As expected, no one had to go to school, and we got calls in the afternoon confirming that no one would on Tuesday, either. The mailman made it, though I wouldn’t have been upset if he’d skipped the day. The garbageman and recycle truck driver didn’t make it. It was too cold even for the dog. She’d dash outside for a minute, do her business in her favorite patch of back yard – buried pretty deep now – and hurry back.

The Snows of Yesteryear Are Still Around

On New Year’s Eve 2013, snow started to fall in northern Illinois. Nothing dramatic, just steady snow that kept coming down, well into the new year. Good thing I didn’t have anywhere in particular to go around the turn of the year. For her part, the dog had to be content to bound around the drifts in the back yard.

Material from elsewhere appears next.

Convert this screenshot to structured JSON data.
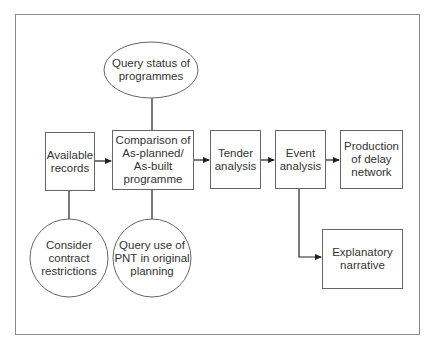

Payton Jan 2, 2014It’s been snowing on and off since then, like a slow-motion blizzard. Word is that temps will be significantly subzero tomorrow, as low as it’s been here in 10? 20 years? Both schools have called off classes.

I’ve read that it was down to −27 °F in January 1985, the record low. We’re not expected to break that record tomorrow, but it’ll be unpleasantly close enough. Glad I wasn’t here for that low. Someone who lived through it once told me that when the temperature got back to zero, it felt almost warm.